Looking back at PnP role-playing (which is where it all started), it's all just rolls of the dice and number-crunching, whether your character can do something is down to character skill and a random element provided by the dice roll. Where player skill comes into it is more strategic/tactical decisions such as character/party placement during combat, use of terrain, and working out the best time/situation to try to cast a particular spell or use an ability, in co-operation with your fellow party members.

Some of the classic old-school CRPGs did this superbly, they tend to be the old isometric view ones either turn-based or with an auto-pause after every round of combat - which is really quite faithful to tabletop combat in a lot of ways.

That definition has been muddied a bit by the advent and popularity of the "Action-RPG" which introduces FPS-style player skill (such as player-based aiming and fast combat reaction taking higher importance than character skill and RNG, and also with the advent of mini-games for stuff like lockpicking and hacking computers that require some player input rather than a character skill-check).

I don't have anything against action-RPGs btw (I play plenty of them!), just wanted to make a point about the fundamental difference between RPG and other types of games, looking back at the origins of the RPG genre.
 
for really RPGish action RPG i still hold up the original deus ex which did stuff like made your FPS style aiming poor until you trained in gun handling.
 
for really RPGish action RPG i still hold up the original deus ex which did stuff like made your FPS style aiming poor until you trained in gun handling.

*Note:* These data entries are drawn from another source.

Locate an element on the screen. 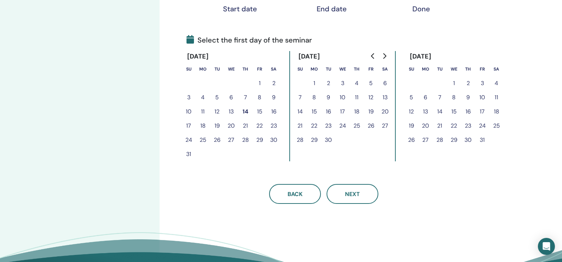 This screenshot has height=262, width=562. span: Select the first day of the seminar is located at coordinates (249, 40).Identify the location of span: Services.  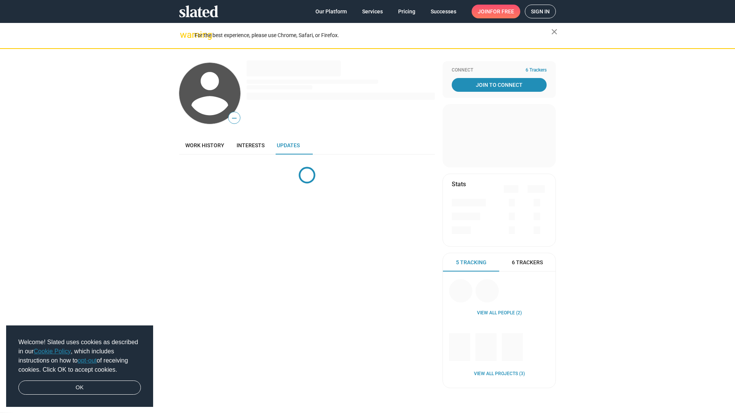
(372, 11). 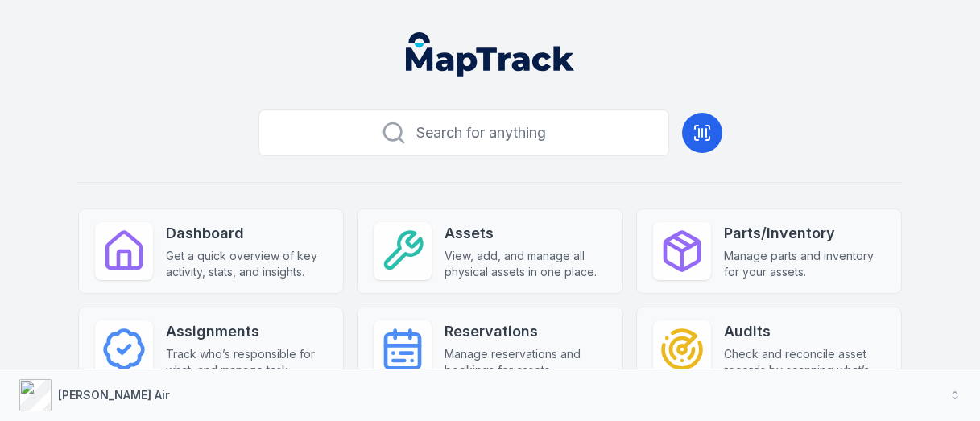 What do you see at coordinates (246, 370) in the screenshot?
I see `span: Track who’s responsible for what, and manage task ownership.` at bounding box center [246, 370].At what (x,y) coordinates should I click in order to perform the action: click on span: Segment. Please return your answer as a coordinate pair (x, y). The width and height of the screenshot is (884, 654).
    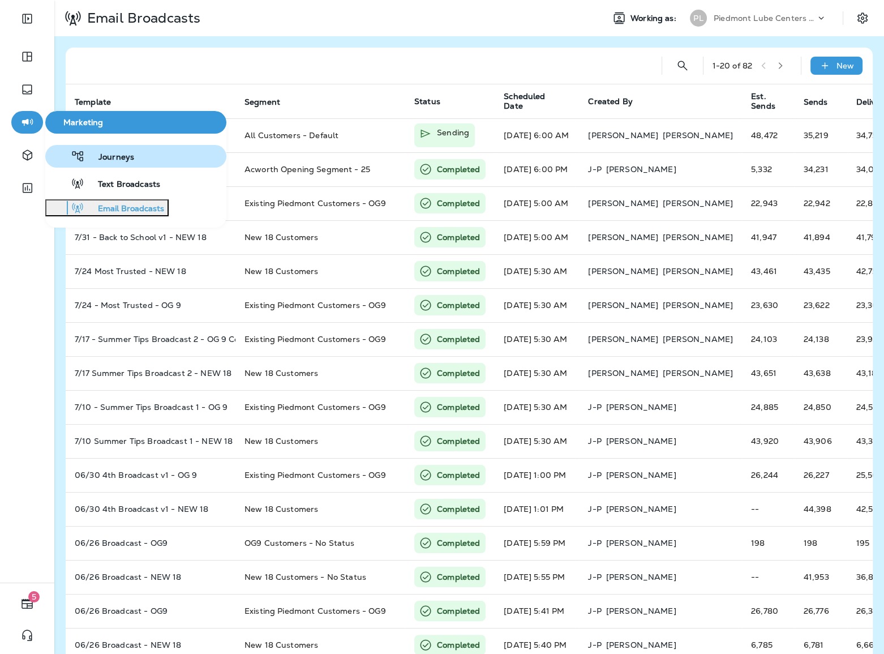
    Looking at the image, I should click on (262, 102).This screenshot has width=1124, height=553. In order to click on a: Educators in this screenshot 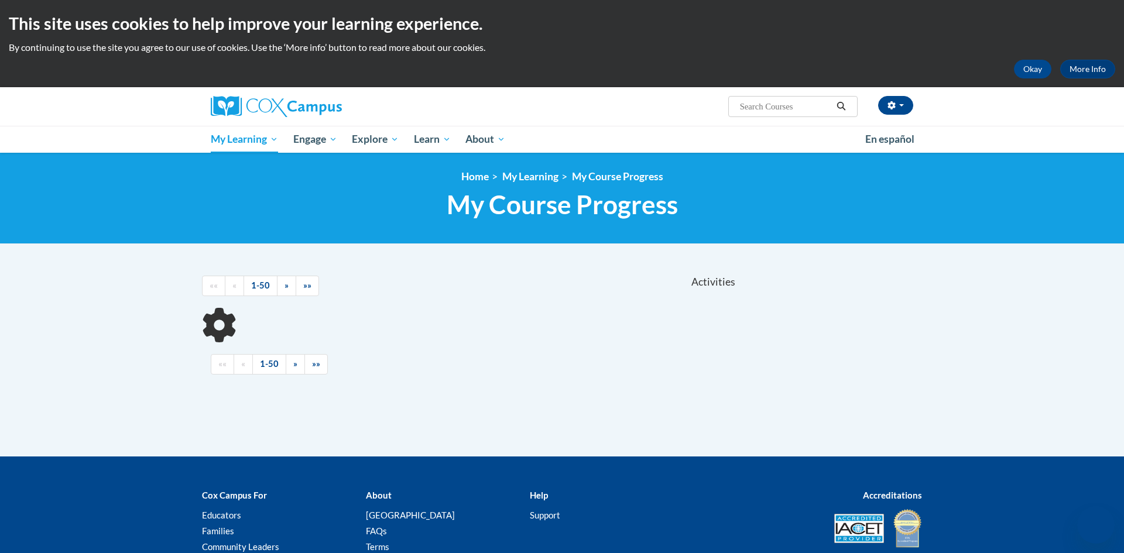, I will do `click(221, 515)`. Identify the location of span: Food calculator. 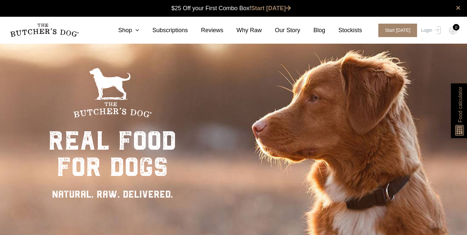
(460, 104). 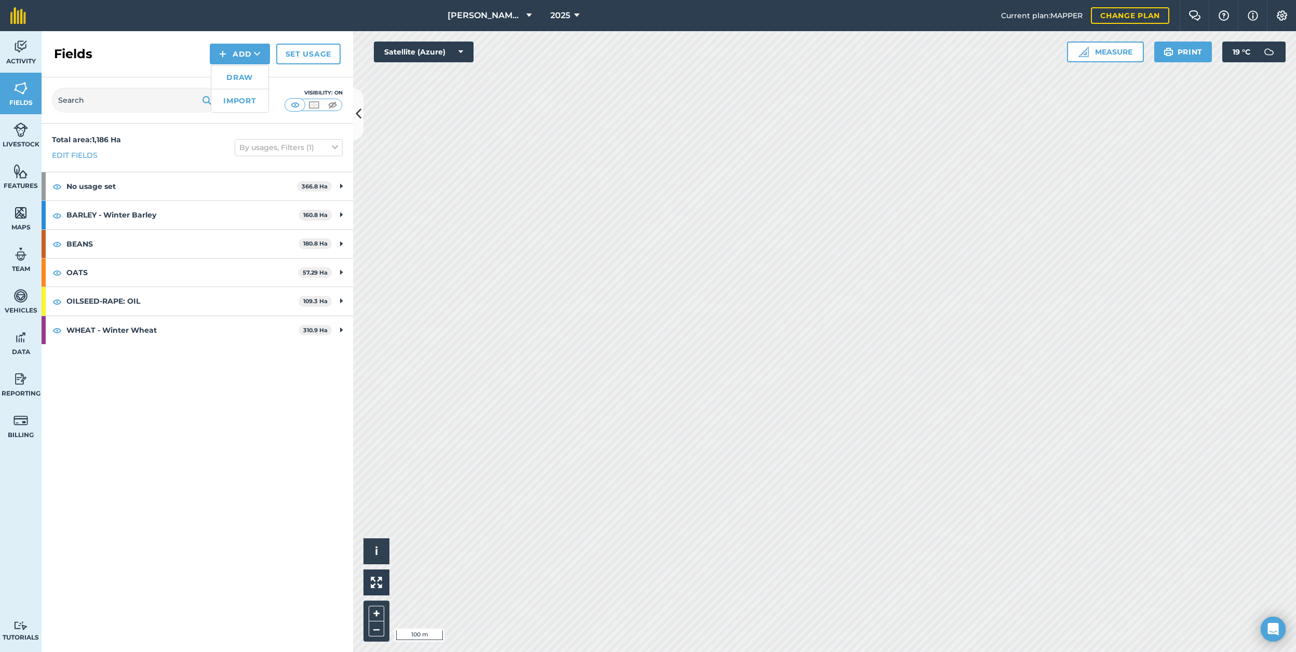 What do you see at coordinates (424, 52) in the screenshot?
I see `button: Satellite (Azure)` at bounding box center [424, 52].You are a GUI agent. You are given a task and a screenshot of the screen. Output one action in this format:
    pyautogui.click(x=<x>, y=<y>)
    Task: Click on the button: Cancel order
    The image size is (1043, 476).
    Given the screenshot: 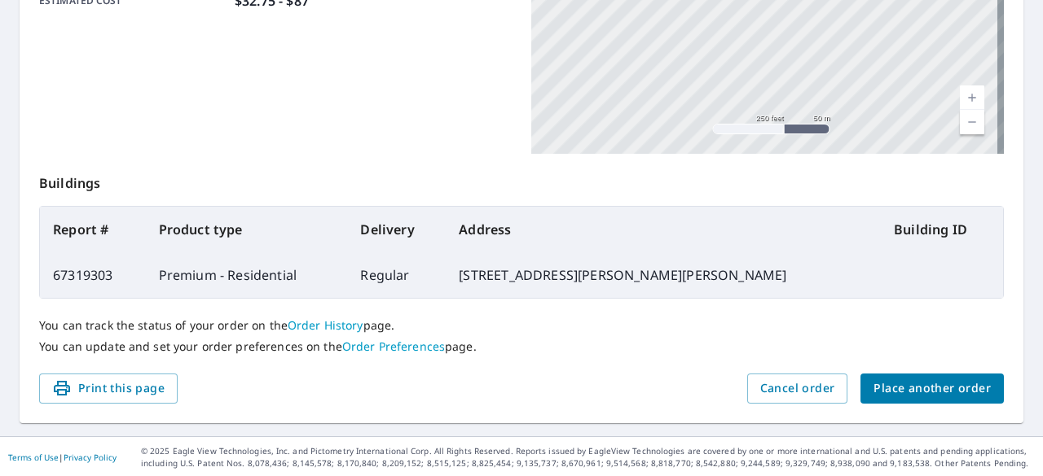 What is the action you would take?
    pyautogui.click(x=797, y=389)
    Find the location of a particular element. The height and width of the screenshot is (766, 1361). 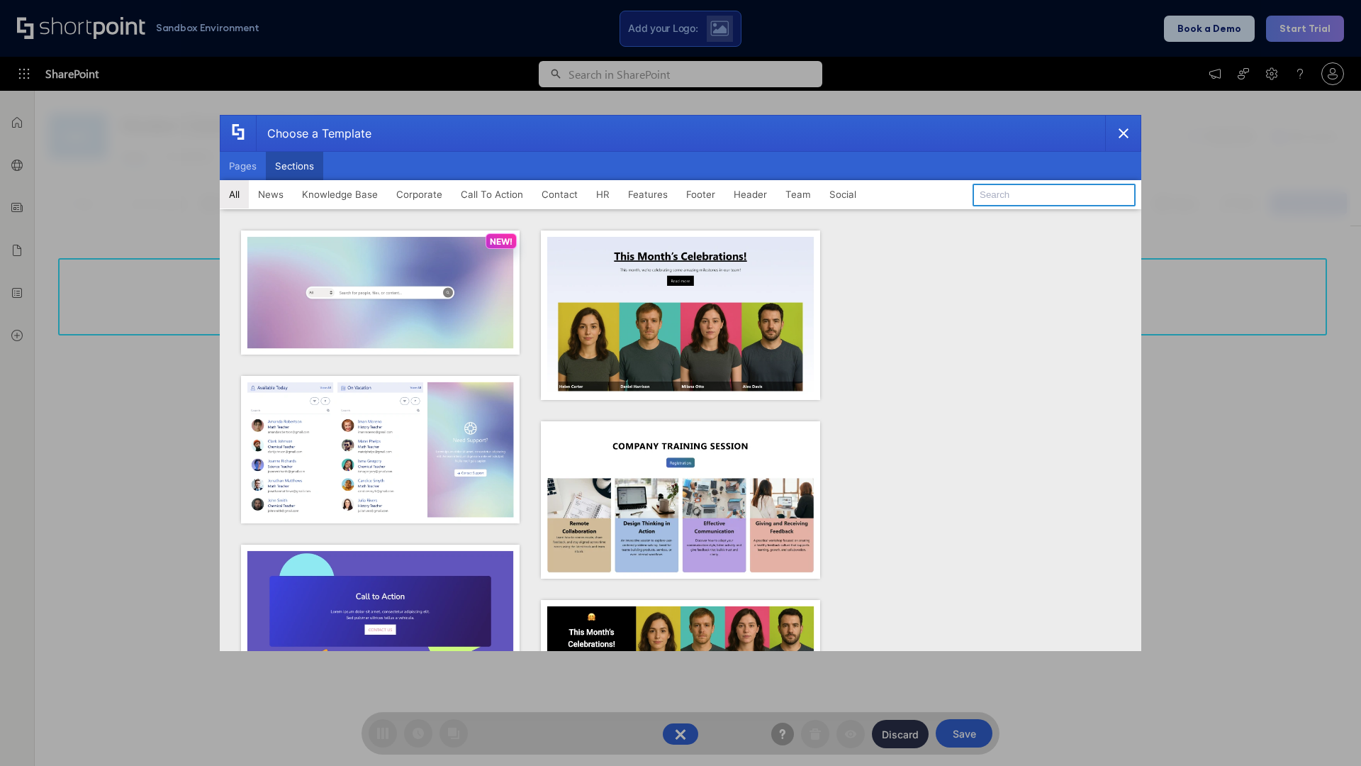

div: Choose a Template is located at coordinates (313, 133).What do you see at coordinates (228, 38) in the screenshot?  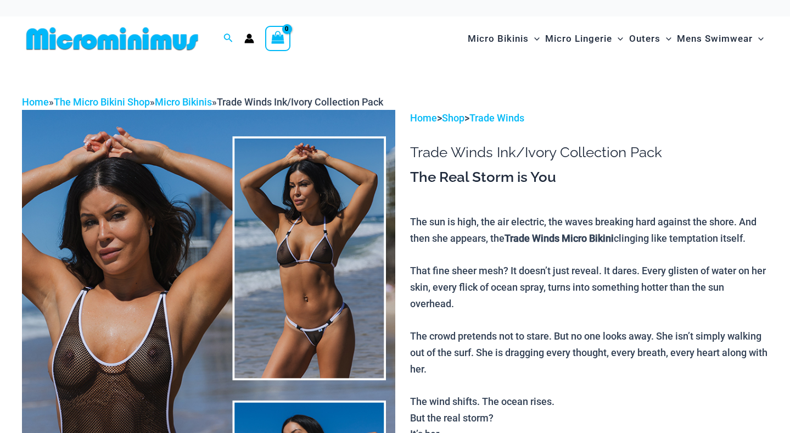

Deus Ex was probably the main influencing factor on Action-RPGs and their later evolution for many years, possibly even still. At the time, it was reviled by RPG purists, because it took some of 'their' RPG stuff into an action/fps game - watered it down worse than Diablo (which was viewed as hack and slash nonsense, ah those were the days...) but ultimately I do think that the mesh of things from different genres at that point helped to evolve and develop the modern action-RPG.
 
To me RPG means Open World. The gave gives you very little direction, you explore, find your own path, play the game you want to play it.

No background scenery, every part of the game is explorable.
 
To me RPG means Open World. The gave gives you very little direction, you explore, find your own path, play the game you want to play it.

No background scenery, every part of the game is explorable.

That doesn't define an RPG though, it's just a setting/environment in which any type of game could potentially take place. I mean PnP was open world in that your group could say "no, we're not going to head into the dungeon of doom that you have oh so cleverly crafted for us, we'll go east into those nice looking hills instead" and the DM would have to come up with something to cover that scenario and make sure that we had an interesting game (even if we were sorely testing him/her to come up with something just to be annoying).

But you can have open world games on the PC (or consoles) without them being at all RPG. And you can have CRPGs in the very truest, most basic sense, that aren't at all open world.